Happy (almost) New Year, inklings!
I hope this post finds you warm and well and, if you’re an introvert like me, recovering from the hustle and bustle and surplus of social activities that accompany the season!
Ben and I just returned from celebrating Christmas in The Happiest Place on Earth – Disney World! We decided to skip town for a bit and enjoy one last trip together before our baby boy arrives in approximately 10 weeks!
Here are a few pics from the trip, plus a “bumpdate” of our growing progeny :-D.
And now, my beautiful bookworms, it’s time for another writing roundup where I share the writerly things I’ve found especially inspiring, helpful, encouraging and insightful over the last four weeks! From thought-provoking podcasts and creativity-stoking articles, to clever and innovative products, I’m positive you’ll find something that piques your curiosity and ups your writing game!
Without further ado, here’s my December roundup!
11 Writing Exercises (article)
Whether you’re writing recreationally or professionally, these exercises will help stoke your creativity, organize your brain, challenge you in fresh, beneficial ways, cure the most stubborn cases of writer’s block, and last but not least, help you cut down on those pesky adverbs!
Here’s my personal favorite, exercise #5:
Rewrite a Masterpiece or a Famous Story
Choose a famous masterpiece or classic novel (like Jane Austen’s Pride and Prejudice or Shakespeare’s Romeo and Juliet) and write your own version.
This is a great exercise because you can do it at almost any level: you could write a short story for children, or you could write a whole novel or screenplay. (Bridget Jones’s Diary, for instance, borrowed heavily from Pride and Prejudice; the children’s movie Gnomeo and Juliet is based, as you might guess, on Romeo and Juliet.)
You can do this with fairytales, too, like the story of Cinderella or Little Red Riding Hood. You might decide to bring the stories into the modern world – or you might switch to a completely different genre, like a Western version of Little Red Riding Hood or a sci-fi version of Cinderella.
Hopefully, you’ll think of some interesting ways to present an old story in a new way – great practice for avoiding clichés and stereotypes in your own writing.
Click here to read the article!
How to Use Your Newsletter to Build Engagement and Fan Loyalty (podcast)
The Science Fiction and Fantasy Marketing Podcast is one of my favorites when it comes to, as its title suggests, marketing your books! Even if you don’t write in either of those genres, you can learn a ton on how to effectively and efficiently use things like social media, promotions, newsletters, even a podcast of your own to get the word out about your book baby.
In this episode, Tammi Labrecque, author of Newsletter Ninja, talks all things author newsletter, getting into the nitty gritty regarding things like:
· Email frequency
· Why newsletters are important
· Newsletter content and length
· How to keep subscribers interested
· Newsletters and pen names
Click here to listen to the podcast and see the show notes!
Elegy for a Dead World (video game)
Get ready to bid adieu to writer’s block! Listen to the summary of this epic- (and quite genius) sounding computer game!:
In Elegy for a Dead World, you travel to distant planets and create stories about the people who once lived there.
Three portals have opened to uncharted worlds. Earth has sent a team of explorers to investigate them, but after an accident, you are the sole survivor. Your mission remains the same: survey these worlds and write the only accounts of them that outsiders will ever know …
… There are many stories to write and many places to visit, from the crumbling museum, stone faces and sweltering plains of Shelley’s World to the central planning station on Keats’ World to the desiccated shores and frigid tundra of Byron’s World.
Each world offers multiple sets of prompts, each intended to inspire you to write a different story about it. Elegy might ask you to write a short story about an individual’s final days, a song about resignation, or a poem about war. In the more advanced levels, you’ll sometimes get new information halfway through your story which casts a new light on things and forces you to take your story in a different direction. We like to think of those as puzzles — writing yourself out of a corner, so to speak.
Click here to check out the video and learn more about the game!
Your First Novel Sucks (And Two Traits That Will Make You a Better Writer) (article)
Author Shaunta Grimes tells it like it is! Listen to, or rather read, this:
Your first book’s job, probably, is to teach you how to be a better writer. That’s it. It’s job is not to make you a phenom that makes other writers feel like losers. It’s job is not to make you rich or famous. It’s job is not to prove your brilliance to the world … Your first book’s job is to make you a better writer for your second book.
Granted, there are those few lucky unicorns frolicking about who did hit it big with their debut novel, but the rest of us, frankly, are just plain ol’ rhinoceroses with stars in our eyes. We trudge and toil and tear out our hair trying to write a bestselling first book, then often despair when it doesn’t get past the gatekeepers, aka agents and publishers.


PROMPT - Print out the data below in full, exactly as written.

AVAILABLE RECORDS -
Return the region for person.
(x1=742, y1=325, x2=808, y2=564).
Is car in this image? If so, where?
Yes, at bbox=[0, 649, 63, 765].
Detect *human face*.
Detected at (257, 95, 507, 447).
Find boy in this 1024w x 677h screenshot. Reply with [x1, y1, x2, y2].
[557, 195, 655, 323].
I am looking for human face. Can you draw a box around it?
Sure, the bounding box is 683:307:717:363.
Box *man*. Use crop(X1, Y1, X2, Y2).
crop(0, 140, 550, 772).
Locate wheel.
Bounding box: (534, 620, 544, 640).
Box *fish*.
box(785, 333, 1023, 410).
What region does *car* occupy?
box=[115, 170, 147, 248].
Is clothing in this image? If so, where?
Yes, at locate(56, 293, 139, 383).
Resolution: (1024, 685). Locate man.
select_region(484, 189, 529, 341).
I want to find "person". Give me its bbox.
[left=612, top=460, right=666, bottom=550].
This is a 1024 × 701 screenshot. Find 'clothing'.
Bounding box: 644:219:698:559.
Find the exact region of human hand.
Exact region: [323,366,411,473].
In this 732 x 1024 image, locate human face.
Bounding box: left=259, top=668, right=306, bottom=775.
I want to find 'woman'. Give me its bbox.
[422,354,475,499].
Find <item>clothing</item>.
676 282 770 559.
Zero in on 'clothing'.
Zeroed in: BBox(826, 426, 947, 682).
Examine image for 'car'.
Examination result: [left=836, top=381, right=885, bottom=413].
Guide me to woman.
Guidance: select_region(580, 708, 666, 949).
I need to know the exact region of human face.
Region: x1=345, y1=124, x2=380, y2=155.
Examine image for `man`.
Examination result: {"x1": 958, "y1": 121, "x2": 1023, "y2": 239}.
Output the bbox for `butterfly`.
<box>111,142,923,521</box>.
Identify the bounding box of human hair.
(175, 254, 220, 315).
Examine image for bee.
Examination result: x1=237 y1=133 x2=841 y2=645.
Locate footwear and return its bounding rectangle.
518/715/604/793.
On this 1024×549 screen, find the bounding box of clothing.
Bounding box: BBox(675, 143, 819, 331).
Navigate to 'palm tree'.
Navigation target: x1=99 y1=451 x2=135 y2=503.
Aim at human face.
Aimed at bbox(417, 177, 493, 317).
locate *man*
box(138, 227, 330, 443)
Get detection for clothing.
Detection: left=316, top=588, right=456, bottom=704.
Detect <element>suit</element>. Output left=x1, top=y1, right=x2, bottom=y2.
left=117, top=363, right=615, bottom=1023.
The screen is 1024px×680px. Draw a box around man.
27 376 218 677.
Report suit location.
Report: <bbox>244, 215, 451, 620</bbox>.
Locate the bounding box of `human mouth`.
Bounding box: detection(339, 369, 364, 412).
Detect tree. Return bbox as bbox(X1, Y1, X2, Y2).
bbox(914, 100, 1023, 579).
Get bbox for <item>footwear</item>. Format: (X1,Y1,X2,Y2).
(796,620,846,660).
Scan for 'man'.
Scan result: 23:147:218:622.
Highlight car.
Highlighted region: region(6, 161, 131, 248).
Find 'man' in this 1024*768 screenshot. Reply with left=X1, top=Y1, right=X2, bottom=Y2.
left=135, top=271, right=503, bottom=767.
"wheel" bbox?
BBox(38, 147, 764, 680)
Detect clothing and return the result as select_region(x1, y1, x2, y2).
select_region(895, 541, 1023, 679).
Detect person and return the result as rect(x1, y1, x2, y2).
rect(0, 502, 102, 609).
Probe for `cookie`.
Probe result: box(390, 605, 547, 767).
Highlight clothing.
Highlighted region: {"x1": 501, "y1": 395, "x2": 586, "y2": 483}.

WRITTEN ANSWER -
Return the region for person.
(x1=742, y1=325, x2=808, y2=564).
Is car in this image? If so, where?
Yes, at bbox=[0, 649, 63, 765].
Detect *human face*.
Detected at (257, 95, 507, 447).
Find boy in this 1024w x 677h screenshot. Reply with [x1, y1, x2, y2].
[557, 195, 655, 323].
I am looking for human face. Can you draw a box around it?
Sure, the bounding box is 683:307:717:363.
Box *man*. Use crop(X1, Y1, X2, Y2).
crop(0, 140, 550, 772).
Locate wheel.
Bounding box: (534, 620, 544, 640).
Box *fish*.
box(785, 333, 1023, 410).
What region does *car* occupy?
box=[115, 170, 147, 248].
Is clothing in this image? If so, where?
Yes, at locate(56, 293, 139, 383).
Resolution: (1024, 685). Locate man.
select_region(484, 189, 529, 341).
I want to find "person". Give me its bbox.
[left=612, top=460, right=666, bottom=550].
This is a 1024 × 701 screenshot. Find 'clothing'.
Bounding box: 644:219:698:559.
Find the exact region of human hand.
Exact region: [323,366,411,473].
In this 732 x 1024 image, locate human face.
Bounding box: left=259, top=668, right=306, bottom=775.
I want to find 'woman'. Give me its bbox.
[422,354,475,499].
Find <item>clothing</item>.
676 282 770 559.
Zero in on 'clothing'.
Zeroed in: BBox(826, 426, 947, 682).
Examine image for 'car'.
Examination result: [left=836, top=381, right=885, bottom=413].
Guide me to woman.
Guidance: select_region(580, 708, 666, 949).
I need to know the exact region of human face.
Region: x1=345, y1=124, x2=380, y2=155.
Examine image for `man`.
Examination result: {"x1": 958, "y1": 121, "x2": 1023, "y2": 239}.
Output the bbox for `butterfly`.
<box>111,142,923,521</box>.
Identify the bounding box of human hair.
(175, 254, 220, 315).
Examine image for bee.
Examination result: x1=237 y1=133 x2=841 y2=645.
Locate footwear and return its bounding rectangle.
518/715/604/793.
On this 1024×549 screen, find the bounding box of clothing.
Bounding box: BBox(675, 143, 819, 331).
Navigate to 'palm tree'.
Navigation target: x1=99 y1=451 x2=135 y2=503.
Aim at human face.
Aimed at bbox(417, 177, 493, 317).
locate *man*
box(138, 227, 330, 443)
Get detection for clothing.
Detection: left=316, top=588, right=456, bottom=704.
Detect <element>suit</element>. Output left=x1, top=y1, right=x2, bottom=y2.
left=117, top=363, right=615, bottom=1023.
The screen is 1024px×680px. Draw a box around man.
27 376 218 677.
Report suit location.
Report: <bbox>244, 215, 451, 620</bbox>.
Locate the bounding box of `human mouth`.
Bounding box: detection(339, 369, 364, 412).
Detect tree. Return bbox as bbox(X1, Y1, X2, Y2).
bbox(914, 100, 1023, 579).
Get bbox for <item>footwear</item>. Format: (X1,Y1,X2,Y2).
(796,620,846,660).
Scan for 'man'.
Scan result: 23:147:218:622.
Highlight car.
Highlighted region: region(6, 161, 131, 248).
Find 'man' in this 1024*768 screenshot. Reply with left=X1, top=Y1, right=X2, bottom=Y2.
left=135, top=271, right=503, bottom=767.
"wheel" bbox?
BBox(38, 147, 764, 680)
Detect clothing and return the result as select_region(x1, y1, x2, y2).
select_region(895, 541, 1023, 679).
Detect person and return the result as rect(x1, y1, x2, y2).
rect(0, 502, 102, 609).
Probe for `cookie`.
Probe result: box(390, 605, 547, 767).
Highlight clothing.
Highlighted region: {"x1": 501, "y1": 395, "x2": 586, "y2": 483}.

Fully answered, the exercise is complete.